Philip's most important achievement was the creation of
the Macedonian army, which he led to the conquest of Greece and which his son
was to lead to the conquest of the World. Taking a hint from the tactics of
Epaminondas, Philip trained his infantry to fight by columns, but with
sufficient intervals between the files to permit quick and easy movements. Each
man bore an enormous lance, eighteen feet in length. When this heavy phalanx
was set in array, the weapons carried by the soldiers in the first five ranks
presented a bristling thicket of lance-points, which no onset, however
determined, could penetrate. The business of the phalanx was to keep the front
of the foe engaged, while horsemen rode into the enemy's flanks. This reliance
on masses of cavalry to win a victory was something new in warfare.

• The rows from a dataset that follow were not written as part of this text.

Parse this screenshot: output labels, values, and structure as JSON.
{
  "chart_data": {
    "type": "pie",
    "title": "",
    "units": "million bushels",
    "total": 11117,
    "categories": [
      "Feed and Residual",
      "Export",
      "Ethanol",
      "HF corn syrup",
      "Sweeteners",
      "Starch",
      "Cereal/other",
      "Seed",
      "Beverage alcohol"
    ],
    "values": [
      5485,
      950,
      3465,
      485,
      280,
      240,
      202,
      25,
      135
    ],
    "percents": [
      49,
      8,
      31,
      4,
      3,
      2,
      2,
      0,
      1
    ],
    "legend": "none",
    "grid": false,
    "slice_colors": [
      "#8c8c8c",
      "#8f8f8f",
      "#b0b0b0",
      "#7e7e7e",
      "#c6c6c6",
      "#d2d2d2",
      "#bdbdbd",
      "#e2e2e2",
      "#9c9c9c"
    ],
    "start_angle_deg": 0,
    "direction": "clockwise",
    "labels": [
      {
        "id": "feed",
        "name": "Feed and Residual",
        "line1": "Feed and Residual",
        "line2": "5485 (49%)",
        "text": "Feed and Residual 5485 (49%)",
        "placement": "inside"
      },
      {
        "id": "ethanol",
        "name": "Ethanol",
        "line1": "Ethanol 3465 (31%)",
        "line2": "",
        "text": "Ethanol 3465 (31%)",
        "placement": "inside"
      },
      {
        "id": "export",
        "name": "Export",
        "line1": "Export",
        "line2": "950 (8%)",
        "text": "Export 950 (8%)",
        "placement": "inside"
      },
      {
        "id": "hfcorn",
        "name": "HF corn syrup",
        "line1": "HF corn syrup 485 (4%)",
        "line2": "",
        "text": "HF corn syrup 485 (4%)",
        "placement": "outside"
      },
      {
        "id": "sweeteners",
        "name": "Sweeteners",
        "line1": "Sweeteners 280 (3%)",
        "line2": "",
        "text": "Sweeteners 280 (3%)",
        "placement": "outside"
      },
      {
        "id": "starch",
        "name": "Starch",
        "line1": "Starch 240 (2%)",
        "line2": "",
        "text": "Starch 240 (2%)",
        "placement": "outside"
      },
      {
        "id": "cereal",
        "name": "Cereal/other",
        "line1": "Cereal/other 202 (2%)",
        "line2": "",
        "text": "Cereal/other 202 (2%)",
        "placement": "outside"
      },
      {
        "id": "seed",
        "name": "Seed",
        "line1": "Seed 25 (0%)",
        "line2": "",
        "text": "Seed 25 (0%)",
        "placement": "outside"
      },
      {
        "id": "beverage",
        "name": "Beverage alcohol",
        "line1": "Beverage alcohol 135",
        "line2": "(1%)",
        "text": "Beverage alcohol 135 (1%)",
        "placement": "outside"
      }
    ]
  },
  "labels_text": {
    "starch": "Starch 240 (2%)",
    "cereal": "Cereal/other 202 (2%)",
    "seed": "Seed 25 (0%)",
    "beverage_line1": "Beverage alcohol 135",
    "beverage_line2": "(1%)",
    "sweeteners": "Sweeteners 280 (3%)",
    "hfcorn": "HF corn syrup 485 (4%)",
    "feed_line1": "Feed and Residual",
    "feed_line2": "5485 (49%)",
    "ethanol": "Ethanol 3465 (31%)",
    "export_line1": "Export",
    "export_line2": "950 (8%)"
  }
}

Another
novel feature consisted in the use of engines called catapults, able to throw
darts and huge stones three hundred yards, and of battering rams with force
enough to hurl down the walls of cities. All these different arms working
together made a war machine of tremendous power—the most formidable in the
ancient world until the days of the Roman legion.
CONQUESTS OF PHILIP
Philip commanded a fine army; he ruled with absolute sway
a territory larger than any other Hellenic state; and he himself possessed a
genius for both war and diplomacy, With such advantages the Macedonian king
entered on the subjugation of disunited Greece. His first great success was won
in western Thrace. Here he founded the city of Philippi [2] and seized some
rich gold mines, the income from which enabled him to keep his soldiers always
under arms, to fit out a fleet, and, by means of liberal bribes, to hire a
crowd of agents in nearly every Greek city. Philip next made Macedonia a
maritime state by subduing the Greek cities on the peninsula of Chalcidice.
He also appeared in Thessaly, occupied its principal fortresses, and brought
the frontier of Macedonia as far south as the pass of Thermopylae.
[2] Philippi became noted afterwards as the first city in
Europe where Christianity was preached. See Acts, xvi, 9.